Dr. Benjamin Bones is a young, married physician who volunteers for active duty when Germany invades Poland in September 1939. He expects to be assigned to the medical crops. Instead, his occupation is deemed critical, and he’s sent to the small village of Birdswing in Cornwall. Coincidentally, it’s the same town his wife left some years before – and never returned. She’s also leaving behind in London the man she’d been having an affair with – and it looks like this assignment will be make-it-or-break-it for their marriage.
Except events never proceed that far. As soon as they arrive in the town that first evening, when everything is blacked out because of the war, a hit-and-run lorry seemingly comes from nowhere and plows into the couple, jilling here and shattering the young doctor’s leg.
It looked like an accident, but Ben has his doubts. As he recovers, he finds an anonymous note left on his pillow at the pub where’s staying. The writer is apologizing for Ben’s injury; the only target had been his wife.

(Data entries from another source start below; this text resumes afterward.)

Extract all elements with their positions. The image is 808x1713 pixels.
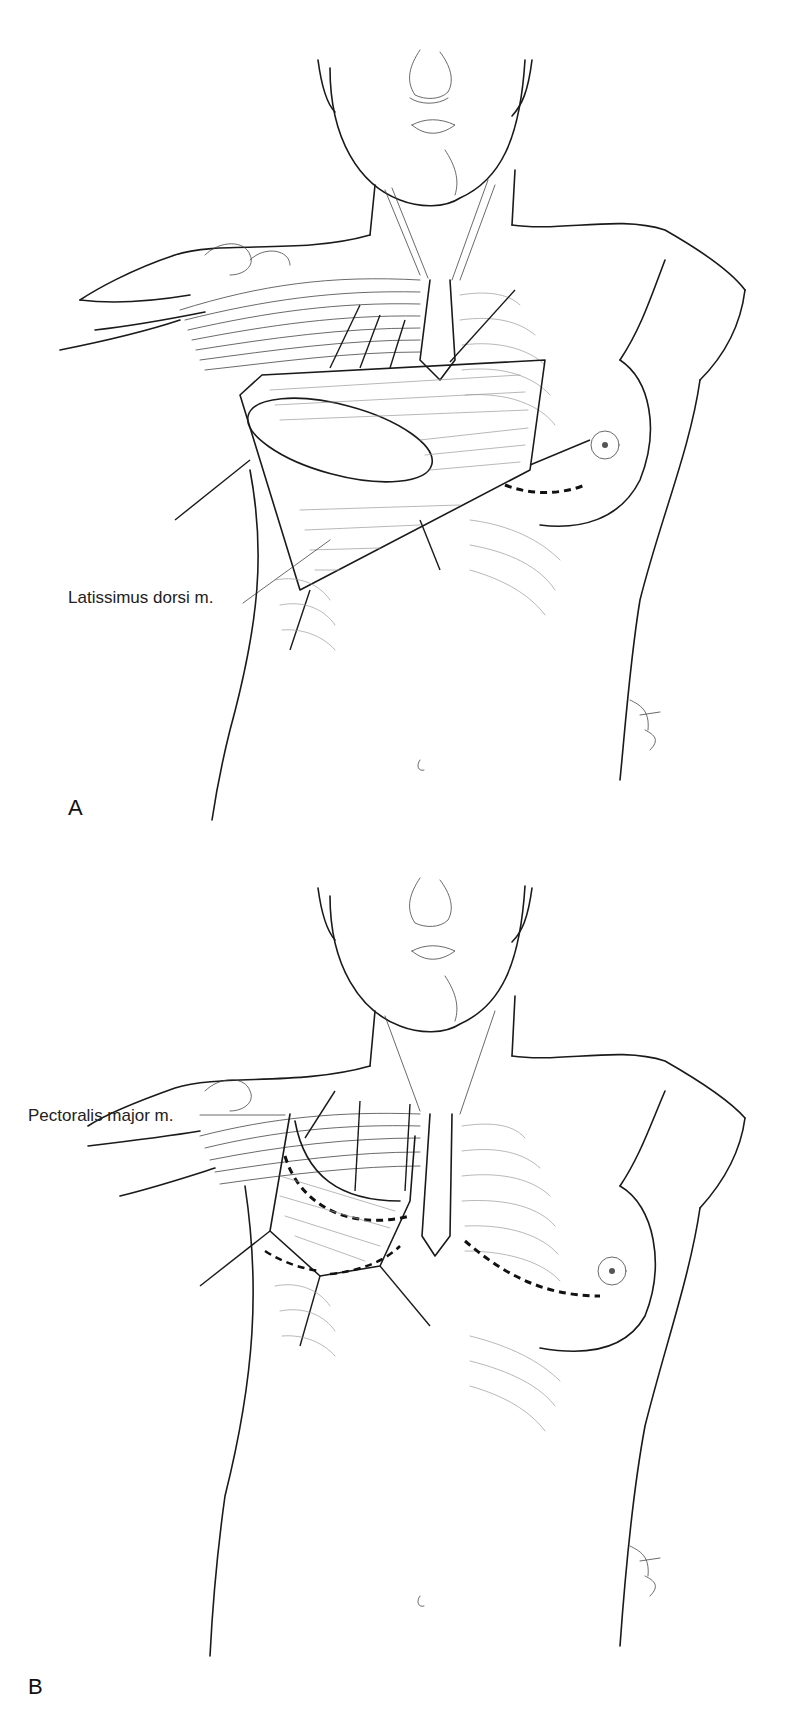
panel-letter-b: B bbox=[28, 1674, 43, 1700]
latissimus-dorsi-label: Latissimus dorsi m. bbox=[68, 588, 213, 608]
panel-a: Latissimus dorsi m. A bbox=[0, 0, 808, 856]
panel-letter-a: A bbox=[68, 795, 83, 821]
panel-b: Pectoralis major m. B bbox=[0, 856, 808, 1713]
pectoralis-major-label: Pectoralis major m. bbox=[28, 1106, 173, 1126]
anatomy-illustration-b bbox=[0, 856, 808, 1713]
anatomy-illustration-a bbox=[0, 0, 808, 856]
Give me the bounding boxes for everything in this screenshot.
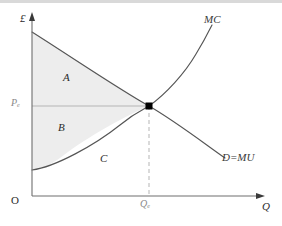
diagram-canvas: £ Q O Pe Qe MC D=MU A B C	[0, 0, 282, 226]
region-b-shape	[32, 106, 149, 170]
region-c-label: C	[100, 152, 107, 164]
demand-curve-label: D=MU	[222, 151, 254, 163]
origin-label: O	[11, 194, 19, 206]
price-tick-label: Pe	[11, 97, 20, 108]
x-axis-label: Q	[262, 200, 270, 212]
quantity-tick-label: Qe	[140, 198, 150, 209]
equilibrium-point-marker	[146, 103, 153, 110]
price-tick-subscript: e	[17, 101, 20, 108]
mc-curve-label: MC	[204, 13, 221, 25]
quantity-tick-subscript: e	[147, 202, 150, 209]
y-axis-arrow-icon	[29, 12, 35, 21]
region-a-label: A	[63, 71, 70, 83]
region-b-label: B	[58, 121, 65, 133]
y-axis-label: £	[20, 12, 26, 24]
x-axis-arrow-icon	[256, 193, 265, 199]
diagram-svg	[0, 0, 282, 226]
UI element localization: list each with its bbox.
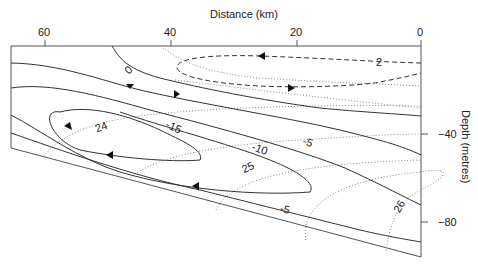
x-tick-20: 20 (290, 26, 302, 38)
y-tick-minus80: −80 (438, 216, 457, 228)
y-axis-title: Depth (metres) (460, 110, 472, 183)
contour-label-2: 2 (376, 56, 382, 68)
arrow-right-icon (174, 90, 180, 98)
isotherm-label-26: 26 (391, 198, 408, 215)
isotherm-label-25: 25 (240, 159, 256, 175)
arrow-left-icon (106, 151, 113, 159)
plot-frame (11, 40, 428, 257)
isotherms (44, 48, 443, 252)
contour-positive-2 (177, 52, 421, 92)
x-tick-60: 60 (38, 26, 50, 38)
x-axis-title: Distance (km) (210, 8, 278, 20)
contour-label-0: 0 (122, 63, 134, 76)
contour-label-minus5-upper: -5 (301, 135, 314, 150)
isotherm-label-24: 24 (93, 119, 109, 134)
x-tick-0-label: 0 (417, 26, 423, 38)
contour-label-minus5-lower: -5 (279, 202, 292, 216)
arrow-left-icon (64, 122, 72, 130)
contour-label-minus10: -10 (250, 140, 269, 157)
contours-solid (11, 46, 421, 242)
arrow-left-icon (258, 52, 265, 60)
y-tick-minus40: −40 (438, 128, 457, 140)
x-tick-40: 40 (164, 26, 176, 38)
contour-chart: Distance (km) 60 40 20 0 −40 −80 Depth (… (0, 0, 478, 268)
arrow-right-icon (288, 84, 295, 92)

Ben begins to look into his wife’s death and the death of another young woman, whose death also appeared to be an accident involving leaking gas in her home. He’s assisted by Lady Juliet, who lives in the local manor, who develops a crush on the young doctor without him realizing it. As he gets deeper into recent local history and the secrets lying buried, he finds that his dead wife had plenty of enemies in the village. And the danger may not be over.

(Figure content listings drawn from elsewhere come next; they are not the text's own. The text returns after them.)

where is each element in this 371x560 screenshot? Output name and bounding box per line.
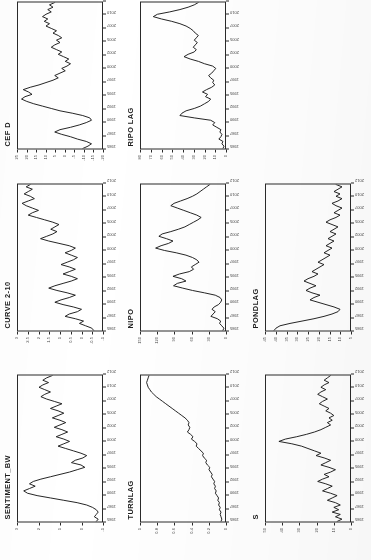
time-axis-tick-label: 1992: [230, 285, 239, 289]
value-axis-tick-mark: [333, 523, 334, 526]
time-axis-tick-mark: [351, 317, 354, 318]
chart-panel-nipo[interactable]: NIPO 1501209060300 198519871990199219951…: [126, 184, 242, 359]
time-axis-tick-mark: [351, 414, 354, 415]
time-axis-tick-mark: [103, 414, 106, 415]
value-axis-tick-label: 5: [53, 153, 57, 158]
time-axis-tick-label: 2012: [354, 178, 363, 182]
time-axis-tick-label: 2007: [354, 205, 363, 209]
time-axis-tick-label: 1995: [230, 463, 239, 467]
time-axis-tick-mark: [226, 237, 229, 238]
time-axis-tick-label: 1997: [354, 450, 363, 454]
time-axis-tick-label: 1987: [354, 312, 363, 316]
time-axis-tick-label: 1992: [354, 476, 363, 480]
value-axis-tick-label: 20: [316, 335, 320, 342]
panel-title: CEF D: [3, 122, 12, 146]
value-axis-tick-mark: [60, 332, 61, 335]
time-axis-tick-mark: [351, 263, 354, 264]
time-axis-tick-mark: [103, 481, 106, 482]
chart-panel-ripo-lag[interactable]: RIPO LAG 80706050403020100 1985198719901…: [126, 2, 242, 177]
panel-cell-nipo: NIPO 1501209060300 198519871990199219951…: [122, 178, 246, 364]
time-axis-tick-label: 1990: [230, 299, 239, 303]
value-axis-tick-mark: [140, 332, 141, 335]
time-axis-tick-label: 1990: [230, 490, 239, 494]
plot-area: 50403020100: [265, 375, 351, 550]
value-axis-tick-mark: [172, 150, 173, 153]
time-axis-tick-label: 1990: [107, 490, 116, 494]
value-axis-tick-mark: [103, 523, 104, 526]
plot-frame: [17, 375, 103, 523]
value-axis-tick-label: 120: [155, 335, 159, 344]
value-axis-tick-mark: [351, 523, 352, 526]
time-axis-tick-mark: [226, 28, 229, 29]
time-axis-tick-label: 2007: [107, 396, 116, 400]
time-axis-tick-mark: [226, 290, 229, 291]
panel-cell-empty: [246, 0, 371, 178]
value-axis: 3210-1: [17, 523, 103, 550]
series-line: [278, 376, 341, 522]
value-axis-tick-label: 25: [15, 153, 19, 160]
time-axis-tick-mark: [103, 508, 106, 509]
value-axis-tick-mark: [209, 332, 210, 335]
time-axis-tick-mark: [226, 210, 229, 211]
plot-frame: [17, 2, 103, 150]
value-axis-tick-mark: [28, 332, 29, 335]
time-axis-tick-mark: [226, 401, 229, 402]
time-axis-tick-mark: [351, 290, 354, 291]
panel-cell-sentiment-bw: SENTIMENT_BW 3210-1 19851987199019921995…: [0, 364, 122, 560]
time-axis: 1985198719901992199519972000200220052007…: [226, 184, 242, 332]
time-axis-tick-label: 1985: [230, 144, 239, 148]
value-axis-tick-mark: [174, 332, 175, 335]
value-axis-tick-mark: [351, 332, 352, 335]
time-axis-tick-mark: [226, 81, 229, 82]
value-axis-tick-mark: [39, 523, 40, 526]
time-axis-tick-mark: [103, 41, 106, 42]
time-axis-tick-mark: [103, 522, 106, 523]
value-axis-tick-label: 1.5: [47, 335, 51, 343]
chart-panel-cef-d[interactable]: CEF D 2520151050-5-10-15-20 198519871990…: [3, 2, 119, 177]
panel-title: S: [251, 514, 260, 519]
time-axis-tick-mark: [226, 374, 229, 375]
time-axis-tick-mark: [103, 304, 106, 305]
value-axis: 45403530252015105: [265, 332, 351, 359]
time-axis-tick-mark: [226, 428, 229, 429]
time-axis-tick-mark: [226, 454, 229, 455]
time-axis-tick-mark: [226, 223, 229, 224]
time-axis-tick-mark: [103, 68, 106, 69]
plot-area: 1501209060300: [140, 184, 226, 359]
time-axis: 1985198719901992199519972000200220052007…: [351, 184, 367, 332]
time-axis-tick-label: 1992: [107, 103, 116, 107]
value-axis-tick-mark: [60, 523, 61, 526]
time-axis-tick-label: 1997: [354, 259, 363, 263]
chart-panel-turnlag[interactable]: TURNLAG 10.80.60.40.20 19851987199019921…: [126, 375, 242, 550]
time-axis-tick-label: 1995: [354, 463, 363, 467]
time-axis-tick-label: 2010: [354, 191, 363, 195]
series-canvas: [266, 376, 350, 522]
series-line: [22, 185, 94, 331]
time-axis: 1985198719901992199519972000200220052007…: [226, 2, 242, 150]
value-axis-tick-mark: [151, 150, 152, 153]
time-axis-tick-label: 1997: [107, 77, 116, 81]
plot-frame: [17, 184, 103, 332]
chart-panel-sentiment-bw[interactable]: SENTIMENT_BW 3210-1 19851987199019921995…: [3, 375, 119, 550]
plot-frame: [265, 375, 351, 523]
plot-area: 3210-1: [17, 375, 103, 550]
chart-panel-pondlag[interactable]: PONDLAG 45403530252015105 19851987199019…: [251, 184, 367, 359]
chart-panel-curve-2-10[interactable]: CURVE 2-10 32.521.510.50-0.5-1 198519871…: [3, 184, 119, 359]
time-axis-tick-mark: [226, 522, 229, 523]
time-axis-tick-mark: [226, 250, 229, 251]
chart-panel-s[interactable]: S 50403020100 19851987199019921995199720…: [251, 375, 367, 550]
time-axis-tick-mark: [103, 374, 106, 375]
time-axis-tick-label: 1987: [230, 130, 239, 134]
value-axis-tick-mark: [174, 523, 175, 526]
time-axis-tick-mark: [103, 183, 106, 184]
time-axis-tick-mark: [103, 55, 106, 56]
value-axis-tick-mark: [316, 523, 317, 526]
value-axis-tick-label: 0: [224, 335, 228, 340]
time-axis-tick-label: 1990: [230, 117, 239, 121]
value-axis-tick-mark: [84, 150, 85, 153]
plot-area: 2520151050-5-10-15-20: [17, 2, 103, 177]
time-axis-tick-label: 1987: [107, 312, 116, 316]
value-axis-tick-mark: [103, 332, 104, 335]
plot-frame: [265, 184, 351, 332]
time-axis-tick-label: 1987: [230, 312, 239, 316]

Bones in the Blackout is the first of four Dr. Benjamin Bones mysteries by British mystery author Emma Jameson, who’s also written the Lord and Lady Hetheridge mystery series (all set in London and have something to do with the word “blue”). I’ve thoroughly enjoyed the “Blue” series, and I thought I’d try her other detective series. I’m glad I did – Jameson seems to catch the early years of World War II on the home front exactly right and Dr. Bones is just as engaging as her contemporary London police detectives.
Bones in the Blackout is a thoroughly enjoyable story, full of unexpected twists and turns and highlighted by a thriller of an ending. I’m looking forward to reading the next three in the series.
Related:
Something Blue by Emma Jameson.
Blue Christmas by Emma Jameson.
Some Monday Readings
Don’t trust the BBC on America – Chris Bayliss at The Critic Magazine.
Liberalism Without Illusions – William Galston at Democracy.
When the Internet Was a Place – Raleigh Adams at Front Porch Republic.
An American Greatness: Willa Cather’s “O, Pioneers!” –Bradley Birzer at The Imaginative Conservative.
The Loyalist Who Gave Birth to His Nightmare – Richard Briles Moriarty at Journal of the American Revolution.
The Bookshops of Old London – Spitalfields Life.
Long-Forgotten Rubens Found in Paris Mansion – Jo Lawson-Tancred at Artnet.